Her eyebrows rise. “No. I’ve met them both, but I didn’t realize they knew each other.”
“Fraser’s father was very strict with his children while they were growing up. Not in a physical sense, nothing like that, but he set incredibly high standards for them. Joel—the middle child—realized early on, I think, that he would never be able to meet them, and just gave up and went his own way. I don’t know if you know what happened to their sister, Elora?”
“I do,” she says. “Fraser told me some time ago.”
That surprises me, as he rarely talks about it, and it reinforces how close he is to Whina. “Well, she’s obviously struggled to recover from her assault. Fraser was the one who suggested she go to university in Wellington so he could keep an eye on her. I’ve only known them both a year, but from what I understand, he was a rock for her those first few years. He supported her, took her to therapy, and gave her just enough room to breathe while making sure she felt safe and supported. She’s said several times that without him she’d still be cowering in her room in Hanmer Springs.”
“I didn’t know that,” Whina murmurs.
“I’m not trying to influence your decision,” I say. Then I think, be honest, Hallie. “Or maybe I am. I just want you to have the whole picture. He’s tried so hard to be the kind of man his father expects him to be. And I know he looks up to you, too. He’s always trying to be the Fraser that everyone else wants. To be honest, I think he’s been so worried about it all that the pressure kinda got to him. He was depressed about the museum’s financial situation. He thought he could talk Isabel around, and when it went wrong, he didn’t know how to handle it. And he just kind of broke and thought fuck it. Oh, sorry.”
Her lips curve up. “You think that’s why the two of you finally hooked up?”
I give a short laugh. “Maybe. It’s one reason, anyway.” I give her a curious look. “He really said he was in love with me?”

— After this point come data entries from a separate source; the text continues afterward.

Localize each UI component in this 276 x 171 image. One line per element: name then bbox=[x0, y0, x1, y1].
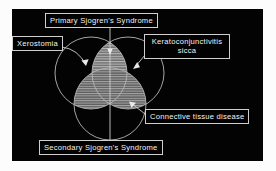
region-secondary-sjogrens bbox=[12, 9, 263, 161]
label-secondary-sjogrens-syndrome: Secondary Sjogren's Syndrome bbox=[39, 140, 163, 155]
label-xerostomia: Xerostomia bbox=[12, 36, 63, 51]
label-connective-tissue-disease: Connective tissue disease bbox=[145, 109, 249, 124]
venn-diagram bbox=[12, 9, 263, 161]
label-primary-sjogrens-syndrome: Primary Sjogren's Syndrome bbox=[45, 13, 158, 28]
label-kcs-line1: Keratoconjunctivitis bbox=[152, 37, 222, 46]
arrowhead-xerostomia bbox=[81, 59, 88, 66]
diagram-panel: Primary Sjogren's Syndrome Xerostomia Ke… bbox=[12, 9, 263, 161]
label-kcs-line2: sicca bbox=[178, 46, 197, 55]
label-keratoconjunctivitis-sicca: Keratoconjunctivitis sicca bbox=[144, 34, 230, 59]
screenshot-root: Primary Sjogren's Syndrome Xerostomia Ke… bbox=[0, 0, 276, 171]
leader-line-xerostomia bbox=[62, 47, 86, 65]
arrowhead-kcs bbox=[133, 62, 140, 69]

“He said he had been for a long time. My guess is that he liked you from the moment you started work there, but after the problems with Ginger, he did his best to ignore it.”
“I was with someone else, too,” I admit. “And he’d never have made a move on me until I was free.”
“When did you break up with your ex?”
“Last Friday.”
“Oh…” She laughs. “Well, that explains a lot.” She sips her iced tea, her eyes twinkling. “Are you in love with him, too?”
I look down at my drink as I swirl the liquid over the ice. I am… but my spirits sink slowly as I think about the pointlessness of our situation. “It doesn’t matter,” I tell her. “I’m not good enough for him.”
She glares at me then. “Young lady, what a terrible thing to say. No person on this earth is better than another.”
“That’s an admirable point of view, but it’s not really practical. His father is a deacon, and from what he’s told me about him, I’m really not the sort of girl he’d like for his son.”
“Why?” she asks, clearly baffled. “What can you possibly have done to make that statement true?”
I put down my drink. “I’d rather not discuss my relationship with Fraser, if that’s okay.”
She bites her bottom lip, then says, “No, you’re right. It’s none of my business. Okay, let’s concentrate on the museum, and I’ll go through my idea. Are you busy Saturday?”
“No.”
“Good. Then this is how I think you can help.”